Isle of Rum rocks to play a key function in Mars house mission

ANCIENT rocks from the Isle of Rum are enjoying an vital function in a global house mission to find extra about Mars.

A gaggle of scientists have this week been accumulating samples of rock from the NatureScot Nationwide Nature Reserve (NNR) as a part of the NASA and European House Company (ESA)’s Mars Pattern Return Marketing campaign.

The marketing campaign is assembling an outlined set of rock samples from around the globe which might be similar to rock samples from the Pink Planet which might be scheduled to be dropped at Earth in 2033.

On account of its distinctive geology, Rum, off the west coast of Scotland, has been chosen as the one UK web site for sampling.

The rocks on Rum have an analogous mineral and chemical content material to these which have been collected by NASA’s Perseverance Rover.

It is because a few of its igneous rocks have a really related mineral and chemical content material to these which have been collected by NASA’s Perseverance Rover throughout its exploration of an historical crater on Mars.

Intensive research of the rocks from Rum and different high-priority pattern websites will crucially assist scientists perceive what strategies of testing and evaluation will work greatest in readiness for when the Martian rocks are dropped at Earth.

As the primary samples from one other world, the Mars rocks are thought to current the perfect alternative to disclose clues in regards to the early evolution of the planet, together with the potential for previous life.

The Rum sampling is being led by Dr Lydia Hallis, a geologist and planetary scientist from the College of Geographical and Earth Sciences on the College of Glasgow, and member of the marketing campaign’s Science Group.

Dr Hallis mentioned: “These Rum rocks are a superb comparability to a selected geologic unit on Mars – the igneous Séítah Formation inside the Jezero crater – which is characterised by the mineral olivine, and which the NASA Perseverance Rover explored and sampled.

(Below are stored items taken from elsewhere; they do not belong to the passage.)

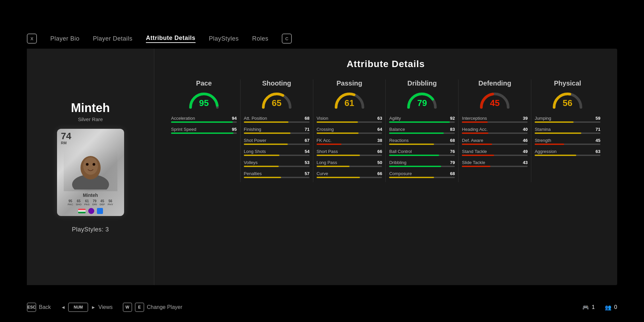 This screenshot has height=322, width=644. I want to click on pace-gauge: 95, so click(204, 100).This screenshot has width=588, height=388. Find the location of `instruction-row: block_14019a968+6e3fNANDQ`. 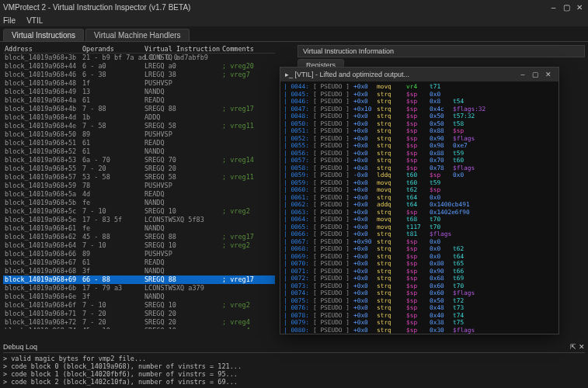

instruction-row: block_14019a968+6e3fNANDQ is located at coordinates (139, 296).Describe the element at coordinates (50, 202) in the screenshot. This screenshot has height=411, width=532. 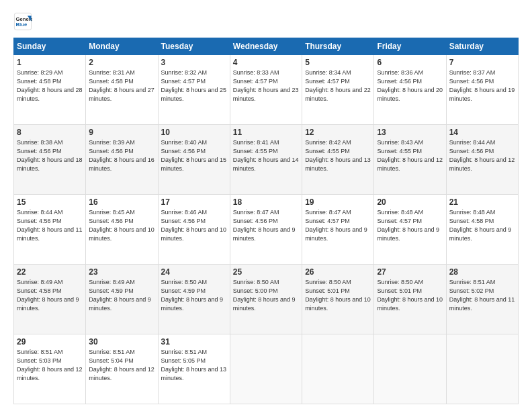
I see `day-number: 15` at that location.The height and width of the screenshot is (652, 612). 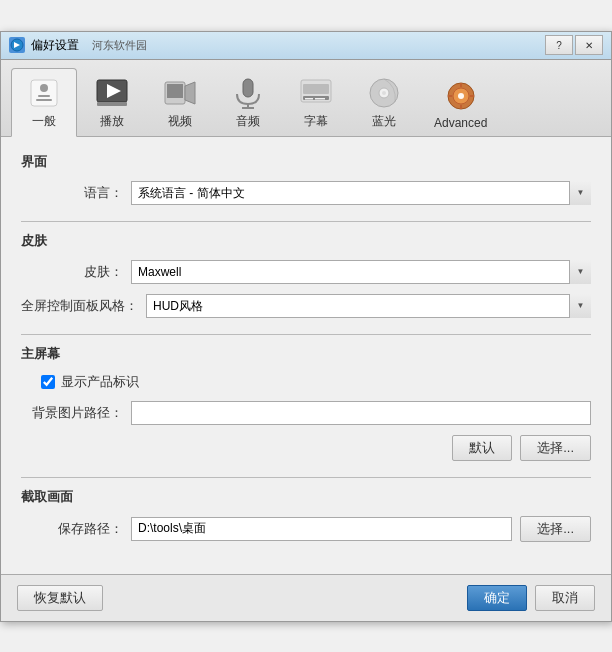 What do you see at coordinates (76, 413) in the screenshot?
I see `bg-path-label: 背景图片路径：` at bounding box center [76, 413]. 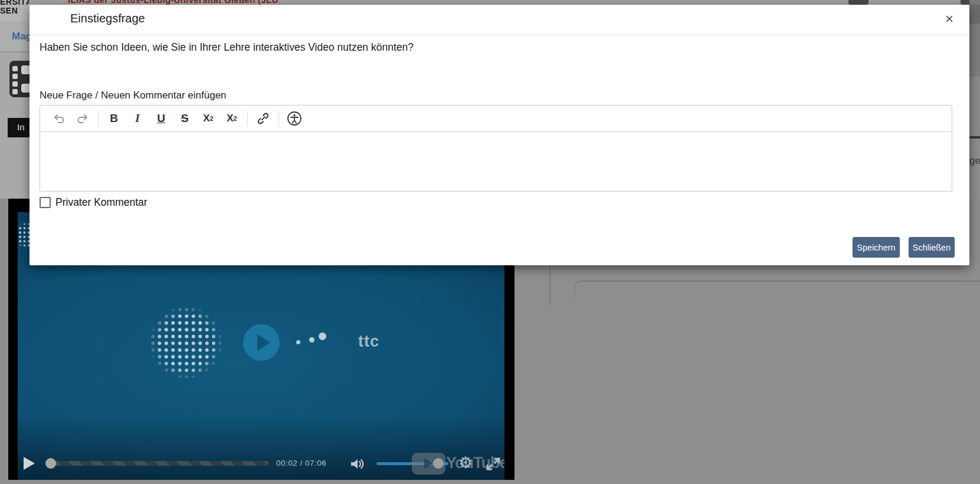 What do you see at coordinates (161, 118) in the screenshot?
I see `underline-button: U` at bounding box center [161, 118]. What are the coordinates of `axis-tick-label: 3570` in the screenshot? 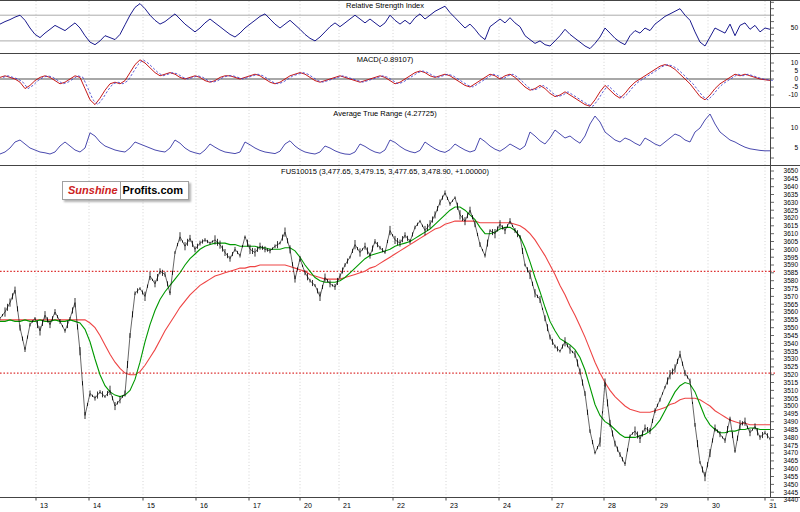 It's located at (792, 296).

“Not solely is the mineralogy and chemistry related, however the two rocks seem to have an analogous quantity of weathering.

“This appears unusual once we assume how moist and heat Rum is in comparison with current day Mars, however billions of years in the past when the Séítah Formation crystallised on Mars the distinction in surroundings wouldn’t have been so pronounced.

“Right now Mars was a lot wetter and hotter, with a thicker ambiance which will even have produced rain (although not as a lot as we get in Scotland!).

“Over time the Martian ambiance thinned leaving the floor a lot dryer and colder, basically halting any additional weathering inside Séítah and preserving the rocks at Jezero Crater for us to research in the present day.”

NatureScot is Scotland’s nature company, responding to the dual crises of biodiversity loss and local weather change.